55 of 57 people found the following review helpful
Well written, but superficial 10 Oct 2005
By Cullen42 - Published on Amazon.com
Format:Paperback
This book was full of stories of women who struggled with common friendship troubles and hints about how to help yourself if you are in a position in which you don't have enough friends due to a life change. However, if you are reading it because you don't have very many friends and hope to learn ways to change that, a few hints aren't really going to be too terribly helpful. If you recently became a stay at home mom and hadn't thought of trying to meet your neighbors, this book will be useful to you. If you don't have friends because you are shy, don't know how to be friends with women, or one of the other multitudes of reasons why you might not have enough friends, this book won't help much, but you will be armed with new reasons why it is bad to not have friends.
69 of 73 people found the following review helpful
A wonderful book on a subject not commonly covered 3 Sep 2004
By Stephanie S. - Published on Amazon.com
Format:Hardcover
While perusing the "New Non-Fiction" section of my library, I came across this book.
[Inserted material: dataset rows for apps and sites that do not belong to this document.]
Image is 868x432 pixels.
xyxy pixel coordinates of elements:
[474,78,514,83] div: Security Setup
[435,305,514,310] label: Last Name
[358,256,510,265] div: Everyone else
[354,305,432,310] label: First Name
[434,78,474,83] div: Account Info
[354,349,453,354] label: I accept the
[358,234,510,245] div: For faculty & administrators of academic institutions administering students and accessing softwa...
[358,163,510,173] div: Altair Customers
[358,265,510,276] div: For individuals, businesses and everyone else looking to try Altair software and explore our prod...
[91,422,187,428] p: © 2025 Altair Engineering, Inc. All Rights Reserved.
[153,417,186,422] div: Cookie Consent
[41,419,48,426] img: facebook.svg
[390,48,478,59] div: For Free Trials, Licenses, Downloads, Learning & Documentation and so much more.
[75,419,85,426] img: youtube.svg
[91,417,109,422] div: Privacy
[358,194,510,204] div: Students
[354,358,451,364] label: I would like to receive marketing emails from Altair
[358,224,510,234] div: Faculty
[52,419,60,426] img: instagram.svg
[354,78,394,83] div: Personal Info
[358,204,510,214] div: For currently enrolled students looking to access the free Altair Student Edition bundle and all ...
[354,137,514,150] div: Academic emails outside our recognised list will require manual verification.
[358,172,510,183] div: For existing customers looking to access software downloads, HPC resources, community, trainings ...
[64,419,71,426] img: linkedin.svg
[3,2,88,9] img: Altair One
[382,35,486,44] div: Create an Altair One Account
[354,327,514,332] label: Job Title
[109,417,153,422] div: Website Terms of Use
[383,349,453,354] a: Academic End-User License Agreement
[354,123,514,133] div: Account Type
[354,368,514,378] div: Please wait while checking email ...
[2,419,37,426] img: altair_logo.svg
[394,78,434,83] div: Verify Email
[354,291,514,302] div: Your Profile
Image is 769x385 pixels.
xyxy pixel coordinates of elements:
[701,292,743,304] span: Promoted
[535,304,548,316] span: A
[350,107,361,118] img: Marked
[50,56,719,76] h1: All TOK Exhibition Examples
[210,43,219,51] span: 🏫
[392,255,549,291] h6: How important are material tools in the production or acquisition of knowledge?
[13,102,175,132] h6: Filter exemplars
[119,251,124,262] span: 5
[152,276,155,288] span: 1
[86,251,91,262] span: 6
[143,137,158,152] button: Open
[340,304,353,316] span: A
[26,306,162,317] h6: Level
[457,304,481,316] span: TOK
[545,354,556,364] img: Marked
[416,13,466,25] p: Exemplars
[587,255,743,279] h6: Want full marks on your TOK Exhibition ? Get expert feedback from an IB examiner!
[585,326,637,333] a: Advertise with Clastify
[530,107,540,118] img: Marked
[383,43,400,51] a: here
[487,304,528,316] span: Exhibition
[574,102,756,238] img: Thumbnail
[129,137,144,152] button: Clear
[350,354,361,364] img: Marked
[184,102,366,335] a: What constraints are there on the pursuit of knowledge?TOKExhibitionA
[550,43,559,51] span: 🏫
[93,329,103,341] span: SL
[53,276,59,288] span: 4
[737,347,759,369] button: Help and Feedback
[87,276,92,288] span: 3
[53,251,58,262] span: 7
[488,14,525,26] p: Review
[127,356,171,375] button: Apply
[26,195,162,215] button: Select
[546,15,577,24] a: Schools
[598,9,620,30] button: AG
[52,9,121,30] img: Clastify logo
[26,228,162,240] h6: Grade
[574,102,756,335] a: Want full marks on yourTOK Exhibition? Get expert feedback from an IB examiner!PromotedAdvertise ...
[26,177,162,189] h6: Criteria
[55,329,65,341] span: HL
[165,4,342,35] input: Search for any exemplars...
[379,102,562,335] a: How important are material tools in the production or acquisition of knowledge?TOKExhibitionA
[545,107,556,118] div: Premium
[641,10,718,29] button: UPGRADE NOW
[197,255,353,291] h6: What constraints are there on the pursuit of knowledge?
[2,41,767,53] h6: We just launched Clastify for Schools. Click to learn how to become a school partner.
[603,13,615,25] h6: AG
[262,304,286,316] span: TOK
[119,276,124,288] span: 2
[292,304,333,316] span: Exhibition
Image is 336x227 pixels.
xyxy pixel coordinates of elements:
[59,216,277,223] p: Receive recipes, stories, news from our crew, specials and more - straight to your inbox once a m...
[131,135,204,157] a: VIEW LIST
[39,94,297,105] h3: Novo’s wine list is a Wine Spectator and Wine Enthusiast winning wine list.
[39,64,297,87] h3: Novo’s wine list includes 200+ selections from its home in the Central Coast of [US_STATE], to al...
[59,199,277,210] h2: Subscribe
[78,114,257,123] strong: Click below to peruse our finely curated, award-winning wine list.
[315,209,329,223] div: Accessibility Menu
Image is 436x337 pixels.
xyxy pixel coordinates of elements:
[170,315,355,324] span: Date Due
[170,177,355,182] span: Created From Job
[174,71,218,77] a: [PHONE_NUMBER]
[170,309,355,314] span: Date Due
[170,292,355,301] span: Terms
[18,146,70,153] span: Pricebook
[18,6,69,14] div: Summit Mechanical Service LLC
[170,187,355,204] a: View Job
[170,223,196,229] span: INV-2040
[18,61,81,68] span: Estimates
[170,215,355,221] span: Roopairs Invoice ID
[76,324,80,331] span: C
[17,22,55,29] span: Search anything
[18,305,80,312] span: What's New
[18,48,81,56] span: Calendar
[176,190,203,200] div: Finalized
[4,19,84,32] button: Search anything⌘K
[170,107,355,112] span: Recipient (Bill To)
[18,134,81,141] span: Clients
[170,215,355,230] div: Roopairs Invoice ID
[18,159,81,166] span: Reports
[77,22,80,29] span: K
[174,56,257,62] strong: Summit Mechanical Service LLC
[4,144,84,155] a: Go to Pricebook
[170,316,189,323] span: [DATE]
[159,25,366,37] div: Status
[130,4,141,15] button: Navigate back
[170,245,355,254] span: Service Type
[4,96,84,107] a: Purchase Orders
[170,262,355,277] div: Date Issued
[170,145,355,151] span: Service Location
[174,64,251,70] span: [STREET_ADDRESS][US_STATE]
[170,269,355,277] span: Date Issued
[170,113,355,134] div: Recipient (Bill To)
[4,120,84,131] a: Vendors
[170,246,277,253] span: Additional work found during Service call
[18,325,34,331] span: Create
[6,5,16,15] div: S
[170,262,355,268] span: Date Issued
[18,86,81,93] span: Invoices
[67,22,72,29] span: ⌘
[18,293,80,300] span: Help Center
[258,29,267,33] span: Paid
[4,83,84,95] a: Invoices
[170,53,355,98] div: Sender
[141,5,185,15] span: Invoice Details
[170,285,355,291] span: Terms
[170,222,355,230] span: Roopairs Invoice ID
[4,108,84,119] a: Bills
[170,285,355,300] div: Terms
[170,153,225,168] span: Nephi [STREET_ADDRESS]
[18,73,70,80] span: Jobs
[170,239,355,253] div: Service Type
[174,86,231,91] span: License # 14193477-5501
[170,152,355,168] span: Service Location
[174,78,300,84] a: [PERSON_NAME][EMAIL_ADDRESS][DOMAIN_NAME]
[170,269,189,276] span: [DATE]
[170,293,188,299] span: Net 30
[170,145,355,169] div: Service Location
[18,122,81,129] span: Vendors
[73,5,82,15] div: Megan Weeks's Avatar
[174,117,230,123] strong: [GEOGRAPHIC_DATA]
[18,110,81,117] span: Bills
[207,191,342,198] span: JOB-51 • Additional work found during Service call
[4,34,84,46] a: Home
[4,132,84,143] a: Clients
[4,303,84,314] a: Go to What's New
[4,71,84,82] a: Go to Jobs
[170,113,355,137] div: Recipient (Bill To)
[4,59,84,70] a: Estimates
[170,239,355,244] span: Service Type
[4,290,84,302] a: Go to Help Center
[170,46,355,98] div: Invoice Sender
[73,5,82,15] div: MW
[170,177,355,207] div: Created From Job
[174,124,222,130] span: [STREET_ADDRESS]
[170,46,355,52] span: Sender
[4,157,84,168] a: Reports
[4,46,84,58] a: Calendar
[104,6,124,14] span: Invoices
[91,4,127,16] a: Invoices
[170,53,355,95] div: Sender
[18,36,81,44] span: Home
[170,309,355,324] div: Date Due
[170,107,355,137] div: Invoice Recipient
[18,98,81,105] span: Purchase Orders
I think it is very well written, and expresses many of the feelings I was ashamed and embarrassed to express, or didn't really realize were there. I really thought I was rare in the fact that I have very few female friends beyond work acquaintances, and in the fact that I long for that to change, but am too shy to do much about it. When we are kids, making friends is easy. What about those women working from home, or living in rural areas? If all the people you come in to contact with in an average day are the check-out lady and the bank teller, what's a woman to do? It gives some tidbits and ideas for making new friends, talks a good bit about the importance of female companionship to our well-being, along with info on things like how to know if you should cut a friend loose and what to do when your child's friend is no longer friends with someone who's mother you had become close with (that was wordy, I know). Anyway, I think this is a unique book worth reading. Those who give it just a star or two probably do so because they have many friends and therefore cannot relate to the content.